The good news of Jesus does not just forgive us of our sin. He gives us new life. If we can use the power of our words and love to bring about new life in others, isn’t that feeding a river that no amount of guilt could ever reproduce?
Live as free men and women, ye sons and daughters of the King.
The Armory
If you didn’t notice, where we really fall off the rails and go sideways is when we start believing things that aren’t true or are twisted distortions of the truth.
The enemy would love to see anyone become ineffective.
It’s easy to believe lies. It’s easy to believe flattery.
It’s easy to seek knowledge off limits to you.
It is hard to resist. It’s hard to live in light of who you already are if you are that son or daughter of the King.
So, with encouragement and with caution, the girding up today focuses on our heart and mind.
“Guard your heart with all diligence, For from it flow the springs of life.”
Dropping Anchor
John Piper wrote a book called Battling Unbelief. One of the main ideas there was to fight sin with superior pleasure. Much of that was in the vertical relationship between the reader and God. What I’m trying to get at with this fire of encouragement idea is working to fight sin with superior pleasure in a horizontal way, where we help one another do it. It’s not just positive thinking where we only see the good. Our hearts do love to make idols out of anything, from the smallest trinket to the smallest offense, and that has to be brought up. However, if the main thrust of our words to each other is “you need to do better in this” instead of “look what God has done in you!” then we’re never going to grow into who He’s destined for us to be.
I know this went long today and I appreciate you being here with me. If you’re reading Fightin’ Poseidon, you give me the courage to write one more. You give me the long vision to keep writing, keep pondering, keep peering through that kaleidoscopic spyglass into the next storm ahead.
Fill someone’s spine with fire today.
Give them genuine appreciation.
If it’s appropriate, communicate that with some kind of physical contact and embrace them.
You do not know what difference you could make in someone’s life with such a small gesture.
You might actually speak light into their life and dispel the darkness they’re fighting in silence.
Stay Anchored and keep fighting the good fight,
~ J.P. Simons ⚓️
Below Deck: A Deep Dive
It’s remarkable that after I wrote this newsletter, I thought I would dip back into The Screwtape Letters for the first Deep Dive of the year instead of tapping into another section of Precious Remedies.
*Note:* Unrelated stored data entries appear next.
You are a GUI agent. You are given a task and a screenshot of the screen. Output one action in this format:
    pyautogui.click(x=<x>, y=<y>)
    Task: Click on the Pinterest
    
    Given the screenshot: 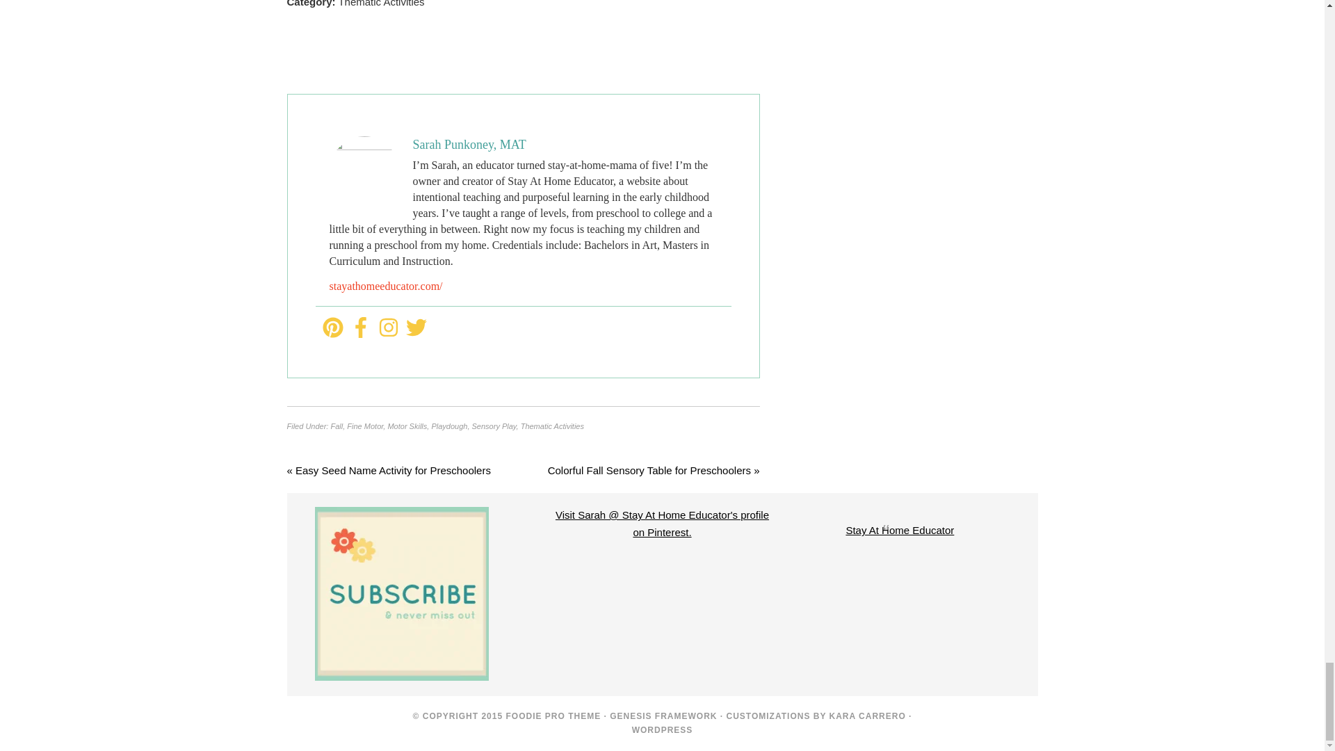 What is the action you would take?
    pyautogui.click(x=332, y=328)
    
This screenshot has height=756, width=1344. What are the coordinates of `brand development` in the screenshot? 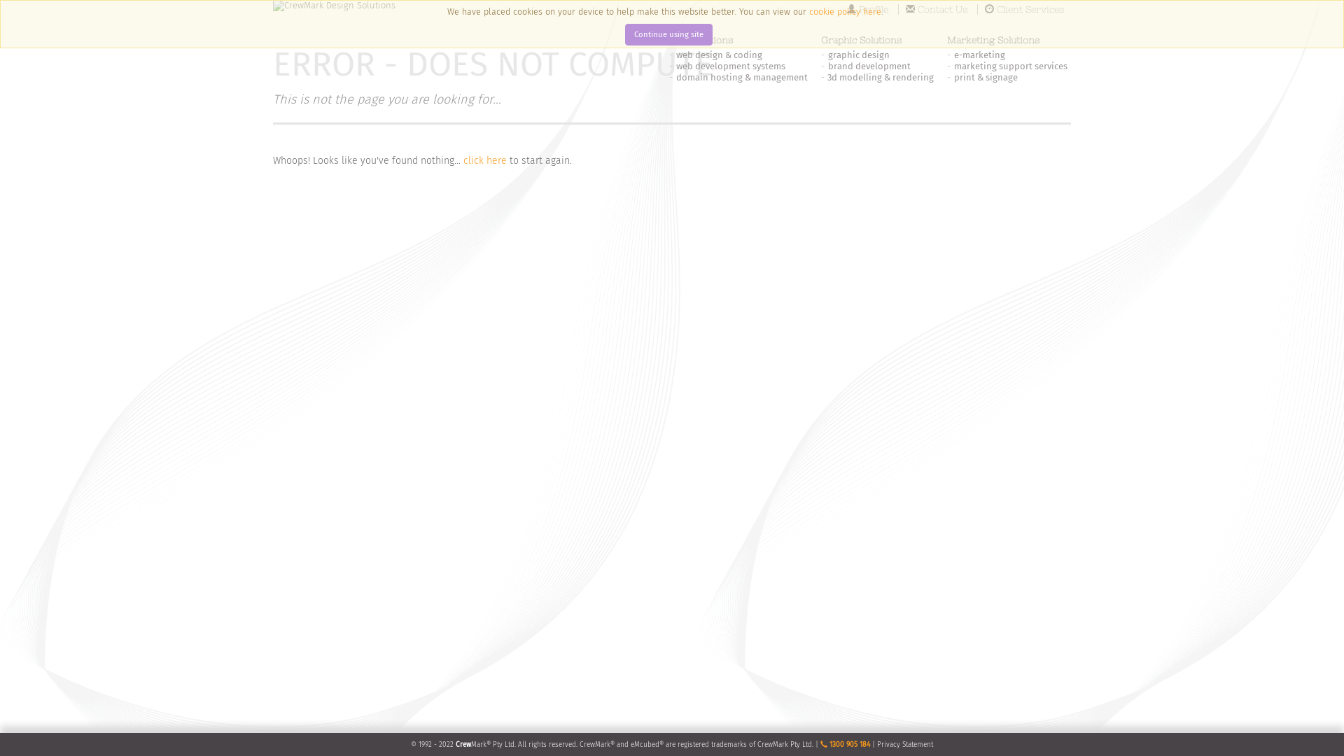 It's located at (869, 66).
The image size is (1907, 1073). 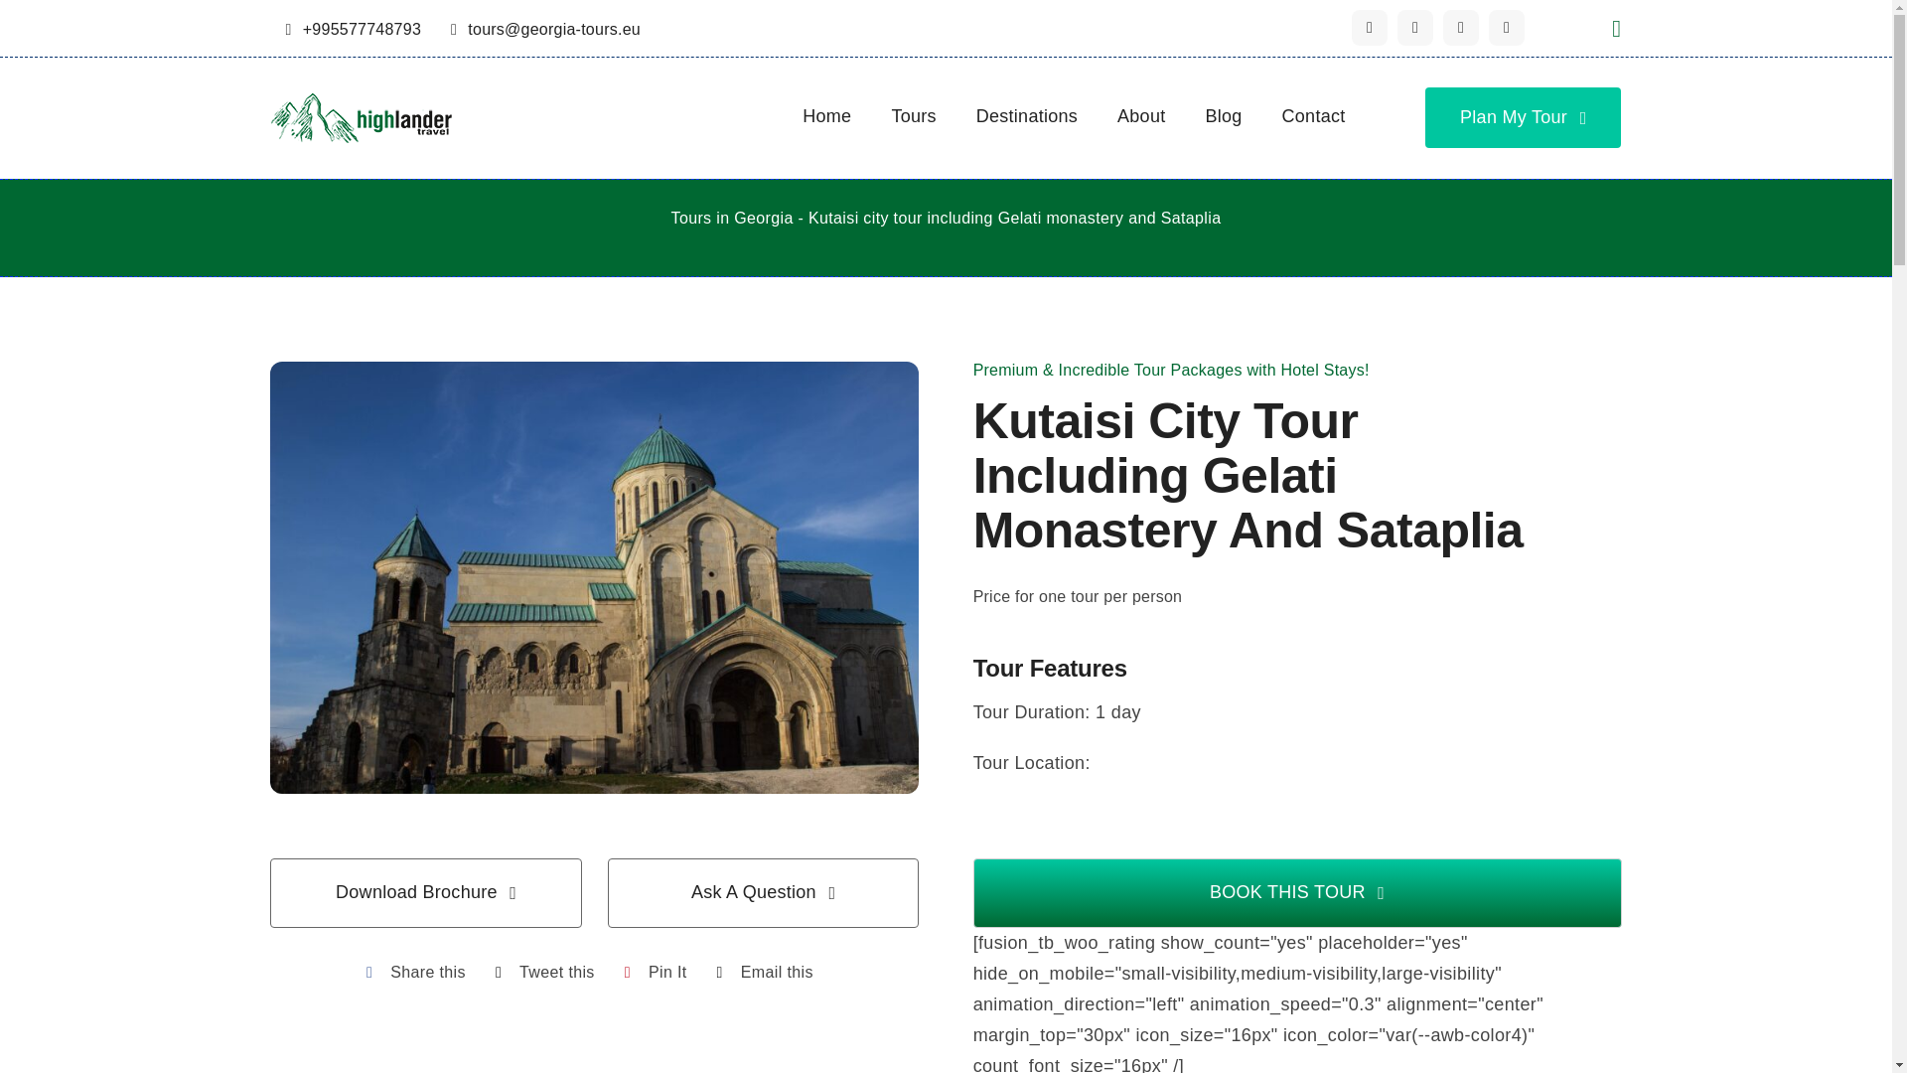 What do you see at coordinates (411, 972) in the screenshot?
I see `Share this` at bounding box center [411, 972].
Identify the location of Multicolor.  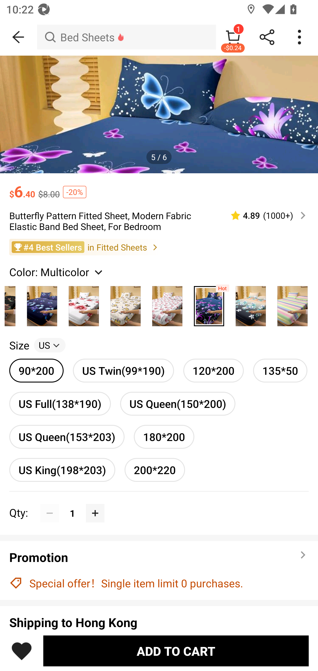
(125, 304).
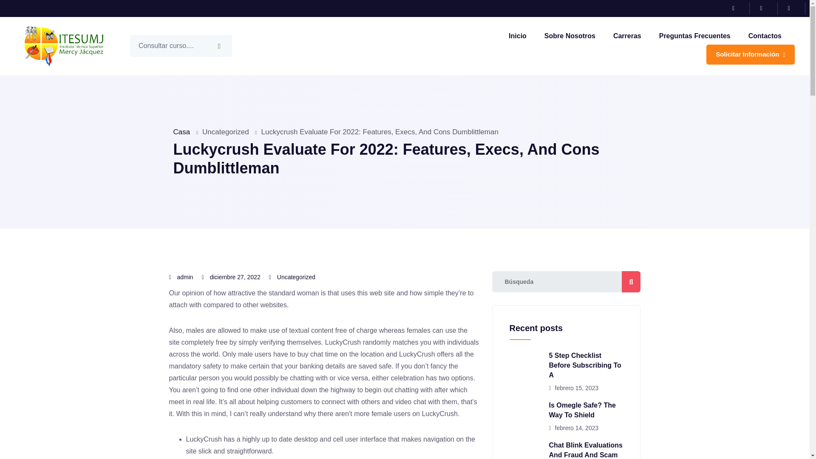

Little did I know how much the next letter from Screwtape would align so much with the content of this issue.
Not only does it talk about sanctification, but almost the entirety of the letter is on what keeps us from encouragement: the little offenses that stack up and now, after spending years with someone, how a mere lifting of an eyebrow or a certain look or tone can send one flying off the handle.
Make no mistake. When you make the decision to encourage someone and press into the relationship and connect with them instead of taking offense at someone and distancing yourself from the relationship and disconnecting with them, you are in a massive battle of spiritual warfare.
It’s late, and I have to send an apology text, even though it’s in the middle of the night.
We cannot let darkness win. The light will overcome.
Choose in this moment who you will serve.